Note that this global transaction needs a transactional system such as JCR.

>>> Now, IF the rename did appear in the history, and the user explicitly
>>> deletes the "rename" change, I might be OK with moving back the
>>> document, but in the current situation, I think that the implemented
>>> behavior is the right one.
>> 
>> I wasn't concerned about your change for now. I just wanted to ensure we 
>> want to all go in the same direction for the future. It also means that if 
>> we agree about a real rollback that we should add some comment around your 
>> change explaining why we're doing this now and that we want to change it in 
>> the future.
> 
> Yes, all devs should say their opinion on this (I renamed the thread).
> 
>>> On a sidenote, we just deprecated the setDocumentReference method, since
>>> we're not supposed to use it.

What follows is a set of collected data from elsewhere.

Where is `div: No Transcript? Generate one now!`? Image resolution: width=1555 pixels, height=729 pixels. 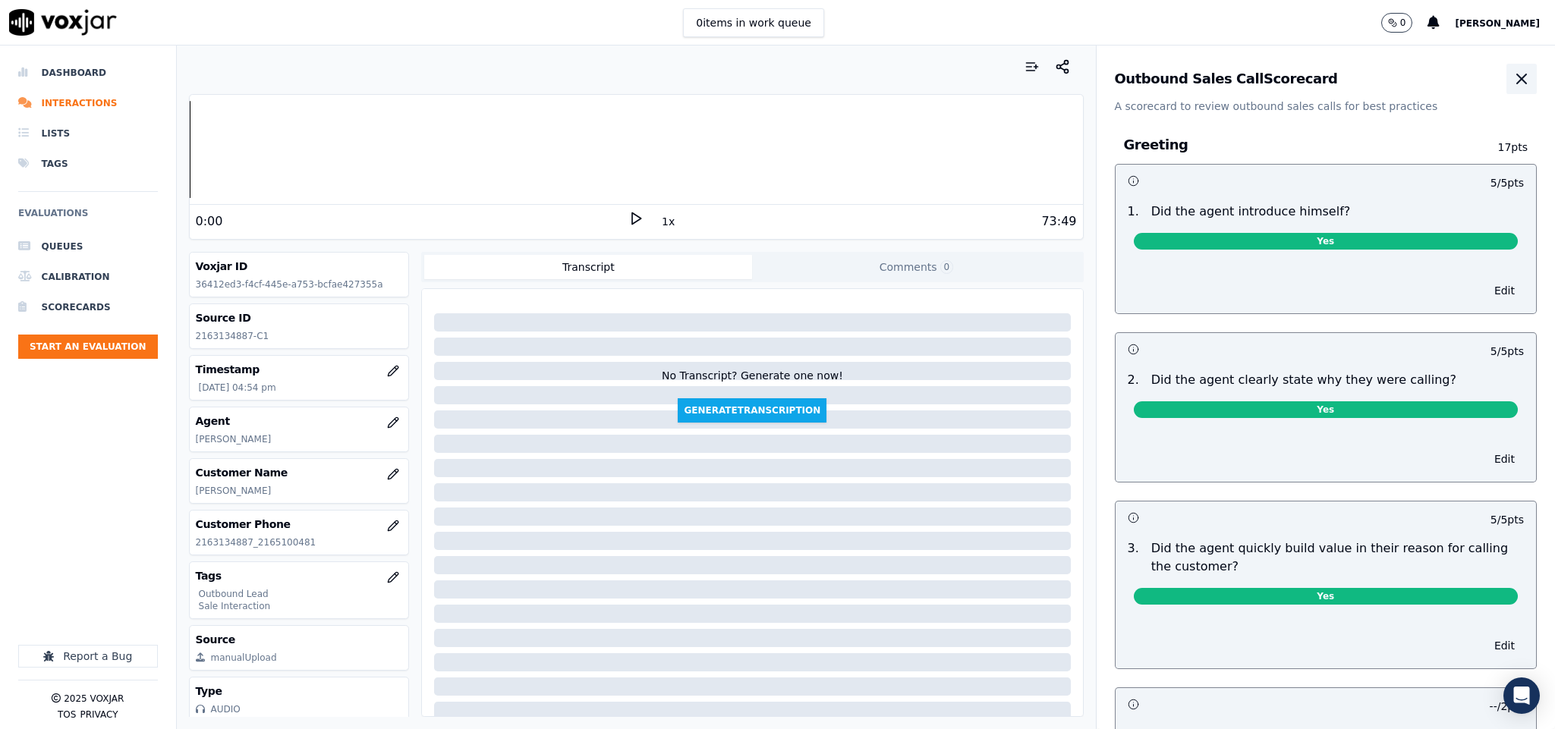
div: No Transcript? Generate one now! is located at coordinates (752, 383).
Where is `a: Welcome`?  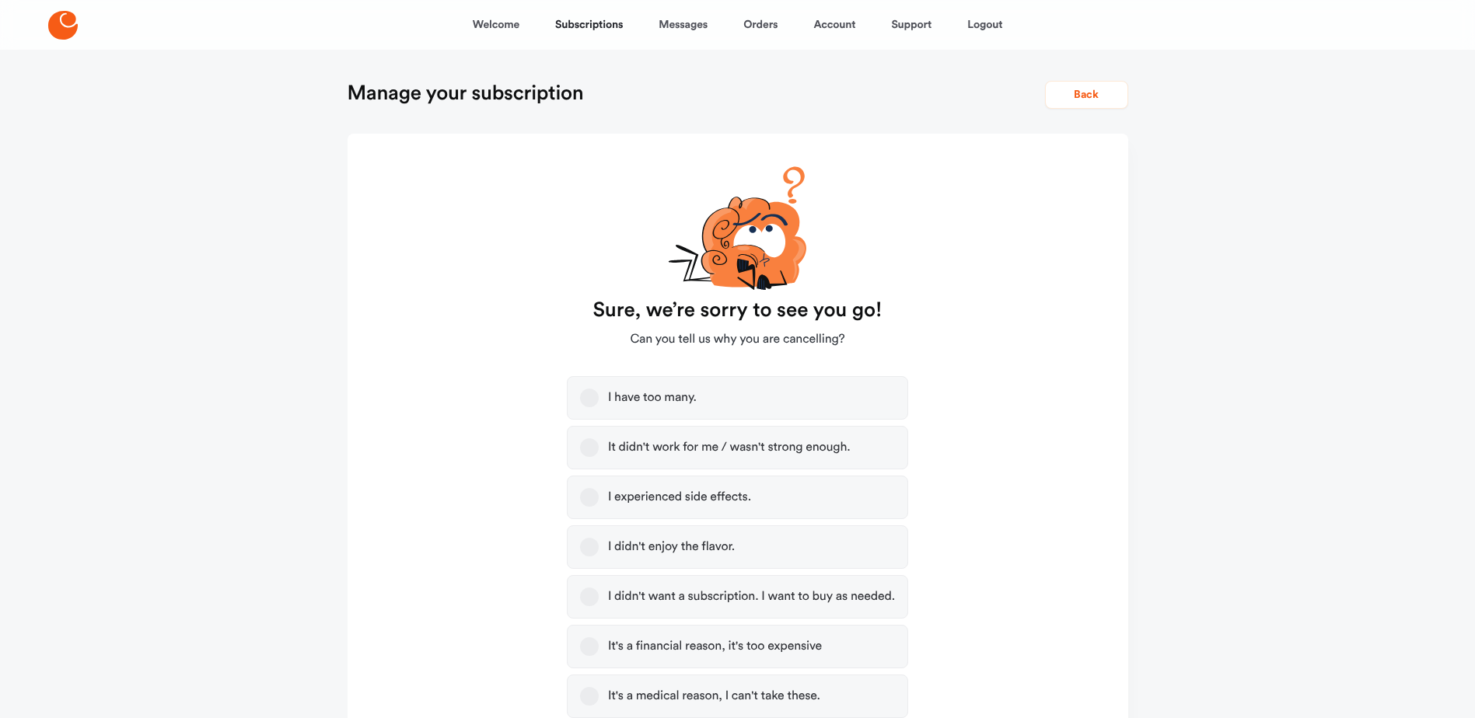 a: Welcome is located at coordinates (496, 25).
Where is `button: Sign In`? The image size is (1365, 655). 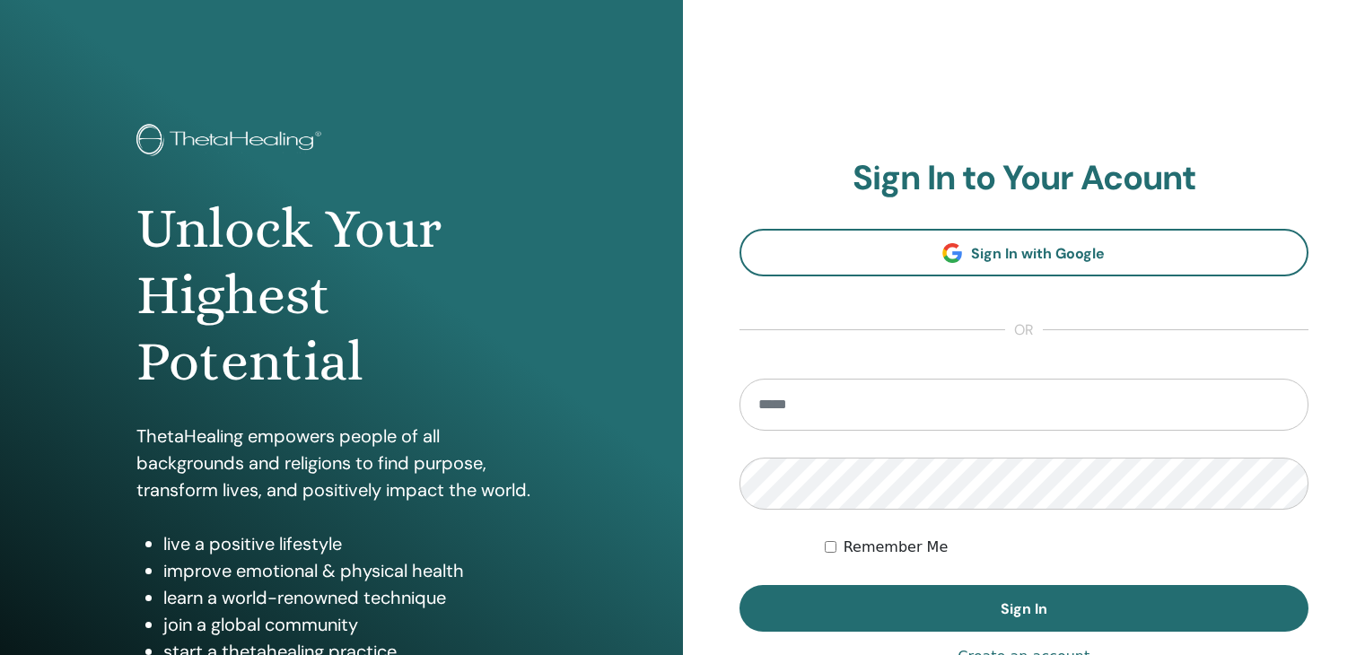
button: Sign In is located at coordinates (1024, 609).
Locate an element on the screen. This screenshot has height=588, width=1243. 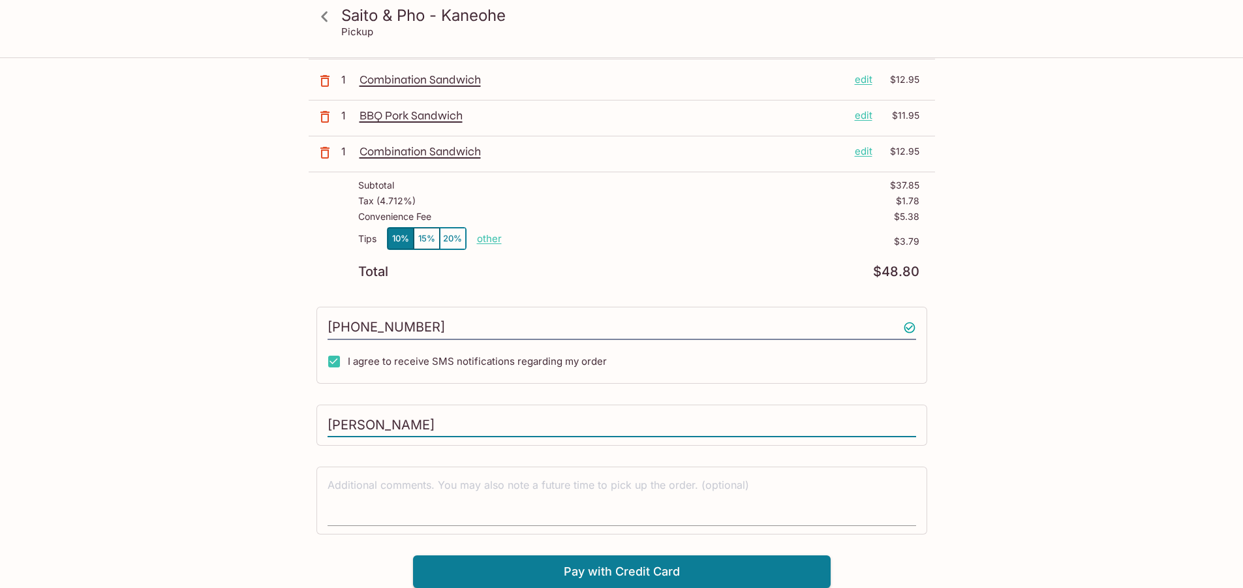
p: Subtotal is located at coordinates (376, 185).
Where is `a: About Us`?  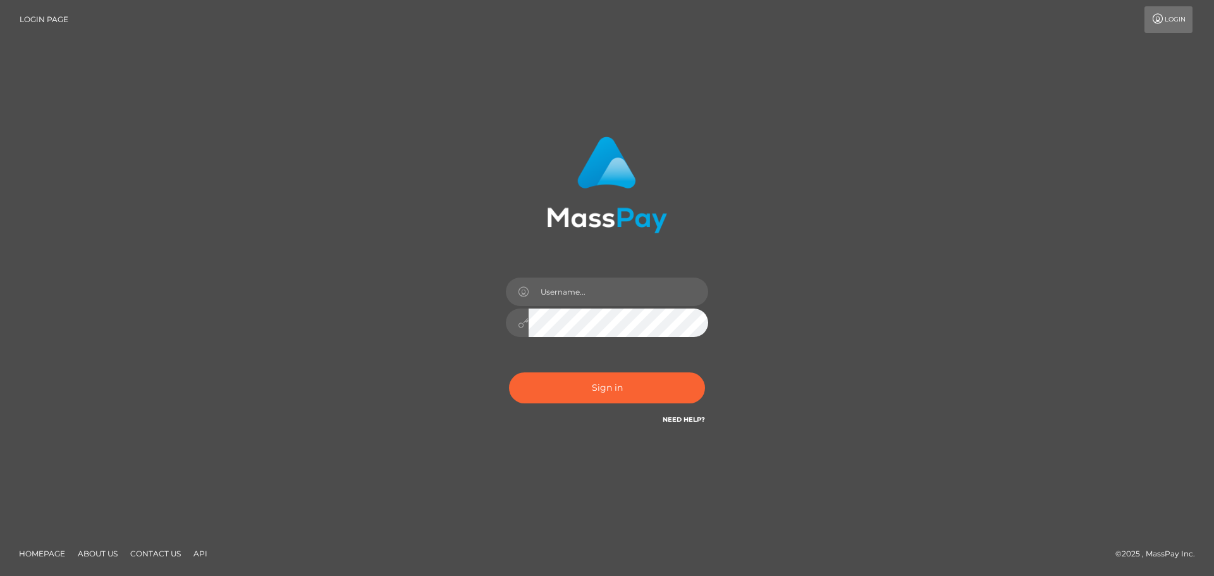 a: About Us is located at coordinates (97, 553).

Yet, I just did use it. What does this mean:
>>> - there are valid usecases for setDocumentReference, or
>>> - I should change the existing reference, like getDR().setName?
>> 
>> The reason it's deprecated is that we've decided that XWikiDocument objects 
>> are immutable relative to their reference (since a reference represents a 
>> XWikiDocument's identity). Thus your options are to create a document with a 
>> new identity are: clone and copy.
> 
> Please help me more, I didn't understand your answer.

The point is that right now a document reference IS its identity. Before we 
change this we need to change a document's identity so that it's unique and 
stable and not related to its reference. Then I completely agree about being 
allowed to do setReference() on a XWikiDocument. Could this change be done 
before the new model? Maybe. I haven't thought enough about the consequences.